The list of questions will be circulated to participants, along with a summary report that attempts to detail the discussions that took place on the day. We encourage any submissions, contributions or changes to this document. Finally, we will produce a commentary — in the form of a position paper of sorts — that fleshes out in greater depth the connections between these discussions and the questions that are emerging from the Tenison Road project. This will draw on sociological literatures, particularly those specific to the study of science and technology. We imagine that this might be one of a series of position papers and invite participants of the dialogue day to contribute. Our hope is that this will be the beginning of a continuing dialogue, hosted here at Microsoft Resarch or by others in the emerging network.

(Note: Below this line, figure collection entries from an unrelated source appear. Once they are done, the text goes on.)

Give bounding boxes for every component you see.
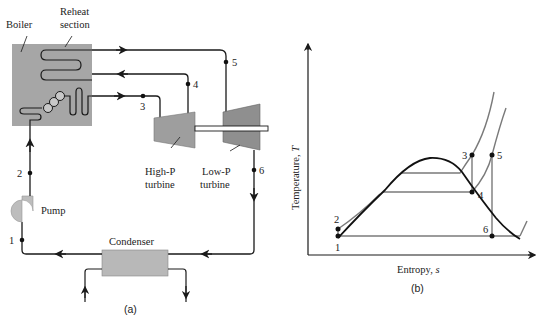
- x-axis-label: Entropy, s: [397, 264, 440, 275]
- state-1-label: 1: [9, 235, 14, 246]
- line-reheat-to-lp: [92, 50, 226, 118]
- schematic-diagram: Boiler Reheat section Pump Condenser Hig…: [6, 6, 268, 315]
- ts-state-4: 4: [478, 190, 484, 201]
- cooling-water-in: [85, 269, 102, 302]
- state-3-label: 3: [140, 101, 145, 112]
- reheat-label-1: Reheat: [60, 6, 89, 17]
- turbine-shaft: [195, 126, 268, 131]
- line-boiler-to-hp: [92, 96, 160, 120]
- hp-turbine-label-1: High-P: [145, 166, 175, 177]
- ts-state-1: 1: [335, 242, 340, 253]
- state-5-label: 5: [232, 57, 237, 68]
- state-4-label: 4: [193, 79, 199, 90]
- pump-label: Pump: [41, 205, 66, 216]
- pump: [11, 196, 33, 222]
- ts-state-dots: [336, 153, 495, 239]
- condenser-label: Condenser: [109, 236, 154, 247]
- process-lines: [338, 92, 527, 238]
- ts-state-5: 5: [497, 150, 502, 161]
- ts-state-6: 6: [483, 224, 488, 235]
- reheat-rankine-figure: Boiler Reheat section Pump Condenser Hig…: [0, 0, 540, 323]
- condenser: [102, 250, 168, 276]
- y-axis-label: Temperature, T: [290, 145, 301, 210]
- reheat-label-2: section: [60, 19, 90, 30]
- state-6-label: 6: [259, 165, 264, 176]
- cooling-water-out: [168, 269, 186, 302]
- ts-state-2: 2: [334, 214, 339, 225]
- saturation-dome: [338, 158, 520, 239]
- state-2-label: 2: [17, 168, 22, 179]
- ts-diagram: 1 2 3 4 5 6 Entropy, s Temperature, T (b…: [290, 44, 535, 294]
- hp-turbine-label-2: turbine: [145, 179, 175, 190]
- lp-turbine-label-1: Low-P: [202, 166, 231, 177]
- line-condenser-to-pump: [22, 222, 102, 254]
- caption-b: (b): [411, 282, 424, 294]
- boiler-label: Boiler: [6, 19, 33, 30]
- high-pressure-turbine: [154, 112, 195, 148]
- ts-state-3: 3: [462, 150, 467, 161]
- caption-a: (a): [124, 303, 137, 315]
- lp-turbine-label-2: turbine: [200, 179, 230, 190]
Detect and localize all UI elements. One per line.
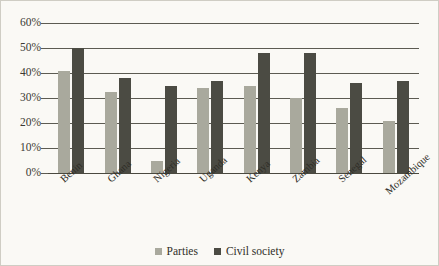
y-axis-tick-label: 60% xyxy=(3,17,41,29)
bar-parties xyxy=(58,71,70,174)
legend-label: Civil society xyxy=(226,246,284,258)
legend-entry-parties: Parties xyxy=(155,246,198,258)
y-axis-tick xyxy=(41,123,48,124)
bar-group xyxy=(141,23,187,173)
legend-swatch-icon xyxy=(155,248,162,255)
bar-parties xyxy=(244,86,256,174)
bar-civil-society xyxy=(72,48,84,173)
y-axis-tick-label: 0% xyxy=(3,167,41,179)
legend-label: Parties xyxy=(167,246,198,258)
bar-group xyxy=(234,23,280,173)
y-axis-tick xyxy=(41,23,48,24)
y-axis-tick xyxy=(41,148,48,149)
bar-chart-figure: 0%10%20%30%40%50%60% BeninGhanaNigeriaUg… xyxy=(0,0,439,266)
bar-group xyxy=(326,23,372,173)
y-axis-tick xyxy=(41,73,48,74)
x-axis-category-labels: BeninGhanaNigeriaUgandaKenyaZambiaSenega… xyxy=(48,173,419,233)
y-axis-tick xyxy=(41,98,48,99)
y-axis-tick-label: 40% xyxy=(3,67,41,79)
bar-group xyxy=(280,23,326,173)
legend-entry-civil: Civil society xyxy=(214,246,284,258)
y-axis-tick xyxy=(41,48,48,49)
y-axis-tick-label: 10% xyxy=(3,142,41,154)
bar-group xyxy=(48,23,94,173)
bar-civil-society xyxy=(397,81,409,174)
y-axis-tick-label: 30% xyxy=(3,92,41,104)
chart-legend: PartiesCivil society xyxy=(1,246,438,258)
bar-parties xyxy=(105,92,117,173)
bar-group xyxy=(94,23,140,173)
y-axis: 0%10%20%30%40%50%60% xyxy=(1,23,41,173)
legend-swatch-icon xyxy=(214,248,221,255)
bar-parties xyxy=(336,108,348,173)
y-axis-tick-label: 20% xyxy=(3,117,41,129)
bar-parties xyxy=(383,121,395,174)
plot-area xyxy=(48,23,419,173)
y-axis-tick-label: 50% xyxy=(3,42,41,54)
bar-civil-society xyxy=(258,53,270,173)
bar-parties xyxy=(197,88,209,173)
bar-parties xyxy=(290,98,302,173)
bar-groups xyxy=(48,23,419,173)
bar-group xyxy=(187,23,233,173)
y-axis-tick xyxy=(41,173,48,174)
bar-group xyxy=(373,23,419,173)
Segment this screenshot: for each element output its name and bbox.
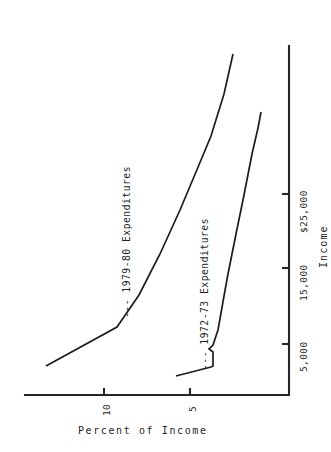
series-label-1979-80: --- 1979-80 Expenditures	[121, 166, 132, 318]
series-line-1972-73	[176, 112, 261, 376]
income-tick-label-15000: 15,000	[298, 264, 309, 301]
figure-container: 5,000 15,000 $25,000 Income 10 5 Percent…	[0, 0, 331, 452]
chart-plot-area	[0, 0, 331, 452]
percent-tick-label-5: 5	[187, 406, 198, 412]
income-tick-label-25000: $25,000	[298, 190, 309, 233]
series-label-1972-73: --- 1972-73 Expenditures	[199, 218, 210, 370]
income-tick-label-5000: 5,000	[298, 341, 309, 372]
income-axis-title: Income	[318, 225, 329, 268]
percent-axis-title: Percent of Income	[78, 425, 208, 436]
percent-tick-label-10: 10	[101, 404, 112, 416]
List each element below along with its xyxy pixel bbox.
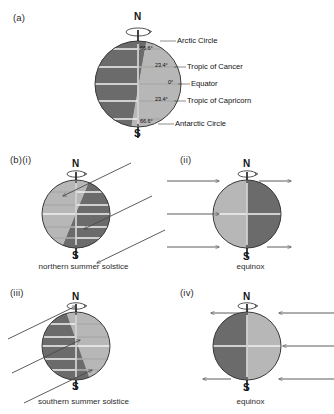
panel-b-iv: (iv) N S [167, 285, 334, 414]
panel-a: (a) N S [0, 0, 334, 150]
panel-b-iii-caption: southern summer solstice [0, 397, 167, 406]
panel-a-latitude-arctic-circle: Arctic Circle [177, 36, 218, 45]
panel-b-i: (b)(i) N S [0, 150, 167, 285]
panel-a-latitude-equator: Equator [191, 79, 218, 88]
panel-a-angle-equator: 0° [168, 79, 173, 85]
panel-a-angle-capricorn: 23.4° [155, 96, 168, 102]
panel-b-iii: (iii) N S [0, 285, 167, 414]
panel-a-angle-cancer: 23.4° [155, 62, 168, 68]
panel-a-latitude-tropic-of-capricorn: Tropic of Capricorn [187, 96, 251, 105]
panel-b-iii-svg [0, 285, 167, 414]
panel-a-globe-svg [0, 0, 334, 150]
panel-b-ii: (ii) N S [167, 150, 334, 285]
panel-b-iv-svg [167, 285, 334, 414]
panel-b-ii-caption: equinox [167, 262, 334, 271]
panel-b-i-caption: northern summer solstice [0, 262, 167, 271]
panel-a-angle-arctic: 66.6° [140, 45, 153, 51]
panel-a-latitude-tropic-of-cancer: Tropic of Cancer [187, 62, 243, 71]
panel-a-latitude-antarctic-circle: Antarctic Circle [175, 119, 226, 128]
panel-a-angle-antarctic: 66.6° [140, 118, 153, 124]
panel-b-iv-caption: equinox [167, 397, 334, 406]
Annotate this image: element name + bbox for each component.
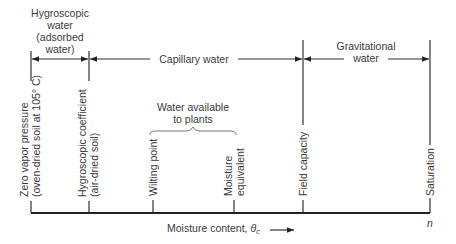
hygroscopic-coefficient-label: Hygroscopic coefficient (air-dried soil) <box>76 89 100 197</box>
svg-text:water): water) <box>44 43 74 55</box>
svg-text:water: water <box>46 19 73 31</box>
svg-text:Zero vapor pressure: Zero vapor pressure <box>18 102 30 197</box>
svg-text:to plants: to plants <box>173 113 213 125</box>
svg-text:Moisture: Moisture <box>222 156 234 196</box>
soil-moisture-diagram: Hygroscopic water (adsorbed water) Capil… <box>0 0 456 244</box>
field-capacity-label: Field capacity <box>297 131 309 196</box>
axis-end-label: n <box>427 217 433 229</box>
zero-vapor-label: Zero vapor pressure (oven-dried soil at … <box>18 75 42 197</box>
svg-text:water: water <box>352 52 379 64</box>
axis-label: Moisture content, θc <box>167 222 260 236</box>
available-water-brace <box>150 127 236 135</box>
svg-text:Hygroscopic: Hygroscopic <box>31 7 89 19</box>
svg-text:(adsorbed: (adsorbed <box>36 31 83 43</box>
saturation-label: Saturation <box>424 148 436 196</box>
svg-text:Hygroscopic coefficient: Hygroscopic coefficient <box>76 89 88 197</box>
capillary-water-label: Capillary water <box>159 53 229 65</box>
svg-text:(oven-dried soil at 105° C): (oven-dried soil at 105° C) <box>30 75 42 197</box>
svg-text:equivalent: equivalent <box>234 148 246 196</box>
hygroscopic-water-label: Hygroscopic water (adsorbed water) <box>31 7 89 55</box>
wilting-point-label: Wilting point <box>147 139 159 196</box>
svg-text:Gravitational: Gravitational <box>337 40 396 52</box>
gravitational-water-label: Gravitational water <box>337 40 396 64</box>
water-available-label: Water available to plants <box>157 101 229 125</box>
moisture-equivalent-label: Moisture equivalent <box>222 148 246 196</box>
svg-text:Water available: Water available <box>157 101 229 113</box>
svg-text:(air-dried soil): (air-dried soil) <box>88 133 100 197</box>
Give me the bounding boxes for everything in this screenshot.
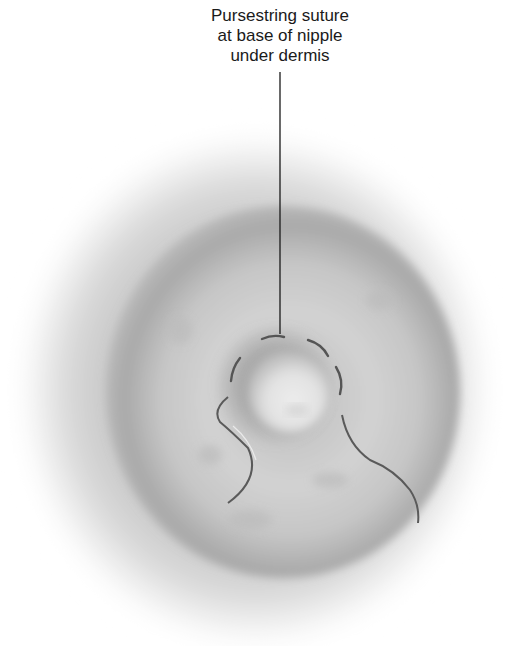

The vision of a data-rich and hyper-connected world presents some of the most challenging questions, particularly at the intersection of data, policy and civic life. We are pleased to be facilitating such a knowledgeable group of people from diverse backgrounds, to begin working through these ‘troubles’.
1Examples include:
(a) World Economic Forum reports, available here.
(b) strands of the 2013 Big Data European Conference, see here.
© the International Institute of Communications workshop on “Creating a User-Centred Data Ecosystem: Context and Policy,” see here.
More information about the Tenison Road project is available here.
This document has been authored by Lara Houston, Alex Taylor and Carolyn Nguyen.